Abstract
This paper documents a reference architecture for production multi-tenant B2B SaaS, covering tenant isolation, identity, billing, observability, and compliance patterns. It is intended as a starting point for greenfield projects and a checklist for existing ones.
The reference stack
- Application: TypeScript end-to-end (Next.js or Astro frontend, Node or Bun backend).
- Database: Postgres with Row-Level Security.
- Cache: Redis or Cloudflare KV.
- Background jobs: Postgres-backed queue (river, graphile-worker) for moderate scale.
- Identity: Better Auth, Lucia, or a hosted provider (Clerk, WorkOS, Auth0) for SSO-heavy products.
- Hosting: Cloudflare or AWS.
- Observability: OpenTelemetry → Grafana Tempo / Honeycomb / Datadog.
- Billing: Stripe + custom metering layer.
Tenant isolation
Shared schema with Row-Level Security is the default. Every table has a tenant_id column. RLS policies enforce isolation at the database level. Connection pool sets the tenant context per request. Full details in our guide.
Reserve dedicated-database isolation for enterprise customers who require it (and pay accordingly).
Identity
- Users belong to tenants. A user can belong to multiple tenants (consultants, agencies).
- Authentication produces a session token containing user ID and active tenant ID.
- API authorisation checks both user permissions and tenant membership on every request.
- SSO/SAML support is enterprise-required. Build it in early or budget for a painful retrofit.
Billing
- Stripe handles payment collection. Don't roll your own.
- Subscription state is mirrored in your own database for fast access.
- Usage-based metering is your responsibility. Stripe's metered billing API helps but doesn't replace the metering layer.
- Reconcile your records to Stripe nightly. Disputes are inevitable; have data ready.
Audit logging
- Every authenticated mutation is logged with: user, tenant, action, target, before/after state, timestamp.
- Logs are stored separately from operational data — different retention, different indexes.
- Sensitive actions (auth changes, data exports, deletions) get extra observability.
Observability
- Every log line, metric, and trace span is tagged with tenant ID.
- Distributed tracing across services. The browser-to-database trace is the minimum.
- Per-tenant dashboards for support triage. "Tenant X is reporting issues" needs to be debuggable in seconds.
Compliance scaffolding
- Encryption at rest (database, object storage) by default.
- Encryption in transit (TLS) by default.
- Secret management via a managed service (AWS Secrets Manager, GCP Secret Manager, 1Password Service Accounts).
- SOC 2 evidence collection is automated where possible (Vanta, Drata, Secureframe).
- Data deletion requests have a documented process. GDPR / CCPA timelines are real.
Background processing
- Workers route jobs to the correct tenant context.
- Job idempotency is mandatory. Workers will retry.
- Per-tenant job rate limits prevent one customer's workload from starving others.
- Failed jobs go to a dead-letter queue with alerting.
Caching
- Cache keys always include tenant ID. Always.
- Cache invalidation strategies depend on the data; prefer stale-while-revalidate for analytics and time-to-live for everything else.
- Don't cache things that change per-user unless the cost of staleness is well understood.
API design
- REST for most resources. tRPC if you're shipping a TypeScript-only stack.
- Idempotency keys on every mutation endpoint.
- Cursor-based pagination, not offset.
- Strict versioning. API changes break customer integrations.
- Rate limiting per tenant + per API key.
Onboarding flow
- Self-serve sign-up creates a personal tenant by default.
- Team invitations work over email with single-use tokens.
- Enterprise customers get manual provisioning with SSO setup.
- First-run UX is curated — don't dump new users into an empty product.
Recommendations
- Pick boring, proven tools. Most "new" data infrastructure is unnecessary.
- Build the seams for the migrations you'll need later. RLS-shared today, dedicated-database in three years.
- Invest in observability before you need it. Adding it after the first crisis is too late.
- Get billing right from day one. Bad billing is a constant tax on the company.
Conclusion
Multi-tenant SaaS architecture is well-understood in 2026. The mistake isn't usually a wrong technology choice — it's a missing operational discipline (audit logging, observability, compliance) added years later under duress. Build the discipline in from the start, and the architecture takes care of itself.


◆ Instructions to follow:
Below are the records; tally the lines in them that include the word "ffffff" and reply with the number alone.

:: Information provided

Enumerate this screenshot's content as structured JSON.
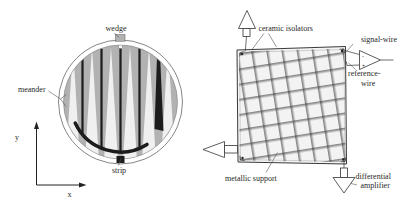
{
  "figure_left": {
    "labels": {
      "wedge": "wedge",
      "meander": "meander",
      "strip": "strip",
      "axis_x": "x",
      "axis_y": "y"
    },
    "colors": {
      "disc_gray": "#b2b2b2",
      "wedge_light": "#f0f0f0",
      "electrode_dark": "#1c1c1c",
      "outline": "#555555"
    }
  },
  "figure_right": {
    "labels": {
      "ceramic_isolators": "ceramic isolators",
      "signal_wire": "signal-wire",
      "reference_wire_line1": "reference-",
      "reference_wire_line2": "wire",
      "metallic_support": "metallic support",
      "differential_amplifier_line1": "differential",
      "differential_amplifier_line2": "amplifier",
      "amp_minus": "-",
      "amp_plus": "+"
    },
    "colors": {
      "frame_fill": "#f3f3f3",
      "wire_dark": "#2f2f2f"
    }
  }
}
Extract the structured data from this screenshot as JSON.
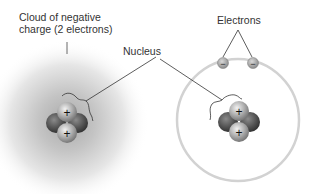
{
  "labels": {
    "cloud_line1": "Cloud of negative",
    "cloud_line2": "charge (2 electrons)",
    "nucleus": "Nucleus",
    "electrons": "Electrons"
  },
  "symbols": {
    "proton": "+",
    "electron": "−"
  },
  "colors": {
    "cloud": "#b8b8b8",
    "orbit": "#d4d4d4",
    "proton": "#a8a8a8",
    "neutron": "#5a5a5a",
    "electron": "#9a9a9a",
    "line": "#333333"
  }
}
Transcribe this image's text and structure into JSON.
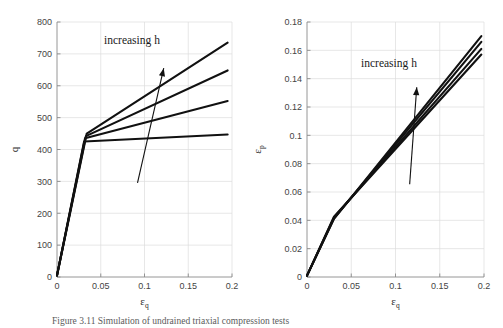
{
  "figure": {
    "caption": "Figure 3.11 Simulation of undrained triaxial compression tests"
  },
  "chart_data": [
    {
      "type": "line",
      "panel": "left",
      "title": "",
      "xlabel": "εq",
      "ylabel": "q",
      "xlim": [
        0,
        0.2
      ],
      "ylim": [
        0,
        800
      ],
      "xticks": [
        0,
        0.05,
        0.1,
        0.15,
        0.2
      ],
      "xticklabels": [
        "0",
        "0.05",
        "0.1",
        "0.15",
        "0.2"
      ],
      "yticks": [
        0,
        100,
        200,
        300,
        400,
        500,
        600,
        700,
        800
      ],
      "yticklabels": [
        "0",
        "100",
        "200",
        "300",
        "400",
        "500",
        "600",
        "700",
        "800"
      ],
      "grid": true,
      "legend": "none",
      "annotation": {
        "text": "increasing h",
        "arrow_from": [
          0.092,
          295
        ],
        "arrow_to": [
          0.122,
          655
        ]
      },
      "series": [
        {
          "name": "h1",
          "x": [
            0,
            0.031,
            0.195
          ],
          "y": [
            5,
            425,
            447
          ]
        },
        {
          "name": "h2",
          "x": [
            0,
            0.032,
            0.195
          ],
          "y": [
            5,
            435,
            552
          ]
        },
        {
          "name": "h3",
          "x": [
            0,
            0.033,
            0.195
          ],
          "y": [
            5,
            442,
            648
          ]
        },
        {
          "name": "h4",
          "x": [
            0,
            0.034,
            0.195
          ],
          "y": [
            5,
            450,
            735
          ]
        }
      ]
    },
    {
      "type": "line",
      "panel": "right",
      "title": "",
      "xlabel": "εq",
      "ylabel": "εp",
      "xlim": [
        0,
        0.2
      ],
      "ylim": [
        0,
        0.18
      ],
      "xticks": [
        0,
        0.05,
        0.1,
        0.15,
        0.2
      ],
      "xticklabels": [
        "0",
        "0.05",
        "0.1",
        "0.15",
        "0.2"
      ],
      "yticks": [
        0,
        0.02,
        0.04,
        0.06,
        0.08,
        0.1,
        0.12,
        0.14,
        0.16,
        0.18
      ],
      "yticklabels": [
        "0",
        "0.02",
        "0.04",
        "0.06",
        "0.08",
        "0.1",
        "0.12",
        "0.14",
        "0.16",
        "0.18"
      ],
      "grid": true,
      "legend": "none",
      "annotation": {
        "text": "increasing h",
        "arrow_from": [
          0.116,
          0.0655
        ],
        "arrow_to": [
          0.124,
          0.134
        ]
      },
      "series": [
        {
          "name": "h1",
          "x": [
            0,
            0.0305,
            0.197
          ],
          "y": [
            0.001,
            0.0425,
            0.157
          ]
        },
        {
          "name": "h2",
          "x": [
            0,
            0.0305,
            0.197
          ],
          "y": [
            0.001,
            0.042,
            0.161
          ]
        },
        {
          "name": "h3",
          "x": [
            0,
            0.0305,
            0.197
          ],
          "y": [
            0.001,
            0.0415,
            0.166
          ]
        },
        {
          "name": "h4",
          "x": [
            0,
            0.0305,
            0.197
          ],
          "y": [
            0.001,
            0.041,
            0.17
          ]
        }
      ]
    }
  ],
  "style": {
    "line_color": "#111111",
    "grid_color": "#dcdcdc",
    "axis_color": "#8a8a8a"
  }
}
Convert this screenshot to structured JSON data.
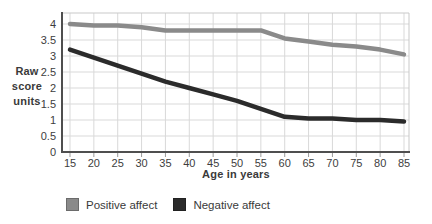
{
  "chart_data": {
    "type": "line",
    "title": "",
    "xlabel": "Age in years",
    "ylabel": "Raw score units",
    "ylabel_multiline": "Raw\nscore\nunits",
    "x": [
      15,
      20,
      25,
      30,
      35,
      40,
      45,
      50,
      55,
      60,
      65,
      70,
      75,
      80,
      85
    ],
    "x_tick_labels": [
      "15",
      "20",
      "25",
      "30",
      "35",
      "40",
      "45",
      "50",
      "55",
      "60",
      "65",
      "70",
      "75",
      "80",
      "85"
    ],
    "y_ticks": [
      0,
      0.5,
      1,
      1.5,
      2,
      2.5,
      3,
      3.5,
      4
    ],
    "y_tick_labels": [
      "0",
      "0.5",
      "1",
      "1.5",
      "2",
      "2.5",
      "3",
      "3.5",
      "4"
    ],
    "xlim": [
      15,
      85
    ],
    "ylim": [
      0,
      4.35
    ],
    "grid": true,
    "legend_position": "bottom-left",
    "series": [
      {
        "name": "Positive affect",
        "color": "#8a8a8a",
        "values": [
          4.0,
          3.95,
          3.95,
          3.9,
          3.8,
          3.8,
          3.8,
          3.8,
          3.8,
          3.55,
          3.45,
          3.35,
          3.3,
          3.2,
          3.05
        ]
      },
      {
        "name": "Negative affect",
        "color": "#2b2b2b",
        "values": [
          3.2,
          2.95,
          2.7,
          2.45,
          2.2,
          2.0,
          1.8,
          1.6,
          1.35,
          1.1,
          1.05,
          1.05,
          1.0,
          1.0,
          0.95
        ]
      }
    ]
  },
  "colors": {
    "background": "#ffffff",
    "grid": "#d9d9d9",
    "frame_light": "#c9c9c9",
    "axis_dark": "#4f4f4f",
    "tick_mark": "#9a9a9a",
    "text": "#3d3d3d",
    "series_positive": "#8a8a8a",
    "series_negative": "#2b2b2b"
  }
}
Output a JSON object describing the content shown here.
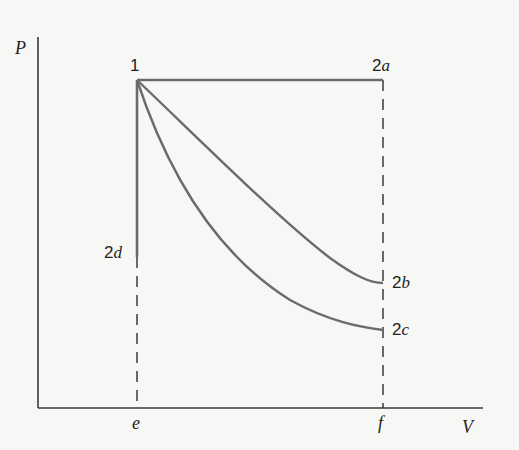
{
  "diagram": {
    "axes": {
      "y_label": "P",
      "x_label": "V",
      "x_ticks": [
        "e",
        "f"
      ]
    },
    "points": {
      "p1": {
        "num": "1",
        "sub": ""
      },
      "p2a": {
        "num": "2",
        "sub": "a"
      },
      "p2b": {
        "num": "2",
        "sub": "b"
      },
      "p2c": {
        "num": "2",
        "sub": "c"
      },
      "p2d": {
        "num": "2",
        "sub": "d"
      }
    },
    "paths": [
      {
        "name": "1-2a",
        "type": "isobaric (horizontal line)"
      },
      {
        "name": "1-2b",
        "type": "curve (upper)"
      },
      {
        "name": "1-2c",
        "type": "curve (lower)"
      },
      {
        "name": "1-2d",
        "type": "isochoric (vertical line)"
      }
    ],
    "colors": {
      "process_line": "#6b6b6b",
      "axis": "#3a3a3a",
      "dashed": "#2e2e2e",
      "background": "#f7f7f5"
    }
  }
}
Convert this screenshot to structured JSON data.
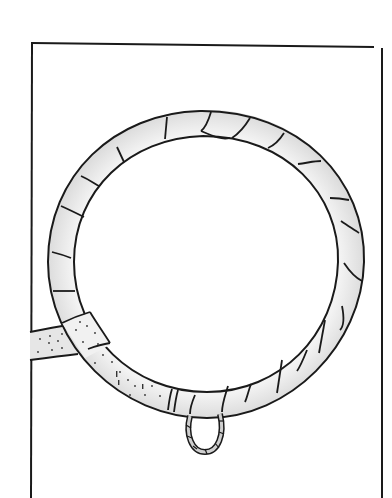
{
  "figure": {
    "style": "black ink line drawing with light gray shading",
    "colors": {
      "background": "#ffffff",
      "ink": "#1a1a1a",
      "shade": "#d9d9d9",
      "shade_light": "#ececec"
    },
    "parts": {
      "frame": "rectangular border",
      "ring": "circular hoop wrapped in segmented tape",
      "rope": "dotted rope entering from left",
      "loop": "small striped loop hanging below ring"
    }
  }
}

::::

◆ Solved exercise:
2